Album Review: Hope Downs by Rolling Blackouts Coastal Fever

Strap in for 35 minutes of ear-bliss, with Rolling Blackouts Coastal Fever.

Album Review: Hope Downs by Rolling Blackouts Coastal Fever

Some songs have the summer in them. They pulse joy right through the speakers and down into your fundamentals, adding an extra swagger in the step, making the day that little bit brighter….

Songs like (Nothing But) Flowers by the Talking Heads, Corinna by Taj Mahal or Legs of Bees by Fruit Bats. With Hope Downs (2018), Rolling Blackouts Coastal Fever sustain that sweet feeling for an entire album, with more licks and hooks than a prize-winning fisherman in an ice cream eating competition.

Formed in Melbourne in 2013, Rolling Blackouts Coastal Fever had released two fantastic EPs (Talk Tight (2014), The French Press (2017)) by the time their debut album Hope Downs came along. It is intricate, fist-pumping, and sun-drenched, and feels like it could have been released at the crest of 80s New Wave snuggled next to The Orange Juice, The Bible, or fellow Antipodeans Men At Work…without the jagged 80s paranoia.

Liam Judson produced the record and knows exactly how to work with the band to squeeze out exactly the right sound for their tight, intuitive tunes. He strips away some of the more echoey, jangly aspects of the first two EPs and layers on just the right amount of production to make the record a warmer, fuller affair. An album that reflects the feel of the hot expansive Australian skies it was recorded under. A sound robust enough to fill every inch of the desolate mine from which the album took its title.

An Air Conditioned Man kicks off the proceedings with both boots, it's like opening the door to a party in full swing. As a statement of intent, it’s up there with Red Morning Light on Kings of Leon’s first album as a perfect track 1 side 1. Rolling Blackouts C. F. are certainly not backwards in coming forwards and the first four songs rip along making more than good on the promise of the first track.

Joe Russo provides a deft, driving bass while Marcel Tussie is the metronomic thumping core of each song.
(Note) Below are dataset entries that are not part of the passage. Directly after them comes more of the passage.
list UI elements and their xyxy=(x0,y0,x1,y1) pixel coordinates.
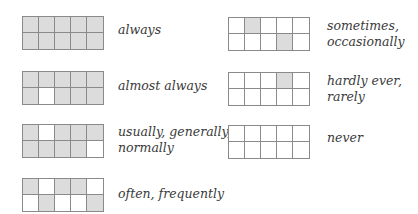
empty-cell xyxy=(277,18,293,34)
filled-cell xyxy=(87,17,103,33)
filled-cell xyxy=(39,17,55,33)
empty-cell xyxy=(293,34,309,50)
empty-cell xyxy=(39,88,55,104)
empty-cell xyxy=(293,18,309,34)
filled-cell xyxy=(71,88,87,104)
empty-cell xyxy=(261,142,277,158)
empty-cell xyxy=(229,34,245,50)
empty-cell xyxy=(71,195,87,211)
filled-cell xyxy=(71,72,87,88)
empty-cell xyxy=(229,73,245,89)
empty-cell xyxy=(245,142,261,158)
empty-cell xyxy=(87,179,103,195)
frequency-label-hardly-ever: hardly ever, rarely xyxy=(327,73,402,105)
filled-cell xyxy=(23,72,39,88)
filled-cell xyxy=(55,17,71,33)
empty-cell xyxy=(293,142,309,158)
filled-cell xyxy=(55,88,71,104)
frequency-grid-hardly-ever xyxy=(228,72,310,106)
filled-cell xyxy=(23,179,39,195)
filled-cell xyxy=(71,125,87,141)
empty-cell xyxy=(261,126,277,142)
filled-cell xyxy=(39,72,55,88)
frequency-grid-never xyxy=(228,125,310,159)
empty-cell xyxy=(277,89,293,105)
frequency-label-never: never xyxy=(327,130,363,146)
frequency-grid-sometimes xyxy=(228,17,310,51)
frequency-grid-often xyxy=(22,178,104,212)
filled-cell xyxy=(39,195,55,211)
filled-cell xyxy=(87,88,103,104)
empty-cell xyxy=(55,195,71,211)
filled-cell xyxy=(55,179,71,195)
filled-cell xyxy=(55,141,71,157)
filled-cell xyxy=(87,33,103,49)
frequency-grid-always xyxy=(22,16,104,50)
empty-cell xyxy=(261,89,277,105)
filled-cell xyxy=(245,18,261,34)
frequency-grid-almost-always xyxy=(22,71,104,105)
empty-cell xyxy=(293,126,309,142)
empty-cell xyxy=(245,34,261,50)
empty-cell xyxy=(39,125,55,141)
filled-cell xyxy=(71,141,87,157)
empty-cell xyxy=(39,179,55,195)
empty-cell xyxy=(245,126,261,142)
filled-cell xyxy=(87,195,103,211)
filled-cell xyxy=(23,141,39,157)
filled-cell xyxy=(71,17,87,33)
empty-cell xyxy=(277,142,293,158)
filled-cell xyxy=(55,33,71,49)
frequency-label-sometimes: sometimes, occasionally xyxy=(327,18,404,50)
filled-cell xyxy=(87,125,103,141)
filled-cell xyxy=(55,125,71,141)
filled-cell xyxy=(23,125,39,141)
empty-cell xyxy=(277,126,293,142)
filled-cell xyxy=(277,34,293,50)
empty-cell xyxy=(261,73,277,89)
frequency-label-usually: usually, generally, normally xyxy=(118,124,231,156)
frequency-label-always: always xyxy=(118,22,161,38)
filled-cell xyxy=(23,33,39,49)
empty-cell xyxy=(23,195,39,211)
empty-cell xyxy=(229,18,245,34)
empty-cell xyxy=(229,89,245,105)
empty-cell xyxy=(229,142,245,158)
filled-cell xyxy=(71,179,87,195)
empty-cell xyxy=(261,34,277,50)
frequency-grid-usually xyxy=(22,124,104,158)
filled-cell xyxy=(277,73,293,89)
filled-cell xyxy=(39,33,55,49)
filled-cell xyxy=(23,17,39,33)
frequency-label-often: often, frequently xyxy=(118,186,224,202)
empty-cell xyxy=(261,18,277,34)
empty-cell xyxy=(87,141,103,157)
filled-cell xyxy=(87,72,103,88)
filled-cell xyxy=(39,141,55,157)
empty-cell xyxy=(293,73,309,89)
frequency-label-almost-always: almost always xyxy=(118,78,207,94)
filled-cell xyxy=(23,88,39,104)
empty-cell xyxy=(245,73,261,89)
filled-cell xyxy=(55,72,71,88)
empty-cell xyxy=(245,89,261,105)
empty-cell xyxy=(293,89,309,105)
filled-cell xyxy=(71,33,87,49)
empty-cell xyxy=(229,126,245,142)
The two provide a tight insistent foundation for the band, which allows the three guitarists of the group the room to swell and writhe in and out of each other to their heart's content. Yes, three lead guitarists/vocalists…which sounds like a recipe for a somewhat unfocused, crowded record, but Fran Keaney, Tom Russo, and Joe White don’t ever clash, or overindulge - they just perfectly and instinctively work with each other. It’s like being serenaded by some kind of guitar-Shiva.

The band have an innate understanding of exactly how and when to compliment each other, when to take a back seat, and when to let loose - it’s a dynamic, hypnotic mix and at times teeters deliciously on the edge of psychedelia. It’s an incredible achievement to have this many guitars playing together and to have them all sound totally essential, and it brings to mind the perfect partnerships of Tom Verlaine and Richard Lloyd of Television, or Gary Louris and Mark Olson of The Jayhawks. That dynamism is not limited to the guitar playing alone, but is evident in the composition of every track, and the way the album plays out as a whole. 

The heady double whammy of Mainland and Time In Common (we dare you to listen to it without thinking ‘Tiny Colin’) teeter on a precipice of swirling euphoria, then the brakes are deftly applied for Sister’s Jeans. It heralds a calmer, more reflective section of the album ‘When your heart aches and your morning breaks/by the TV on your own/And your hollow hand on a cold can/you're rising like a stone’. The wistfulness, regret and emptiness hinted at amongst the delirium of the opening songs comes more to the front, but this never dulls the ‘no worries’ optimism of the record. The sheer joy in the way each song is played ensures that fist-pump feeling is never far from erupting.

Exclusive Grave and The Hammer bring back the delirium to round off the album in the manner the band started it, and will have you ready to hit play all over again. They are a couple of bona fide anthems, fit for shouting from the back seat of a car hurtling through the sun-beaten Australian expanse, on its way to something brighter. ‘Or you can sever/soar to the heavens/Take a loan out/pay it back whenever‘. 

So whatever the season, invite some summer into your ears, and warm your bones with 35 minutes of bliss, courtesy of Rolling Blackouts Coastal Fever.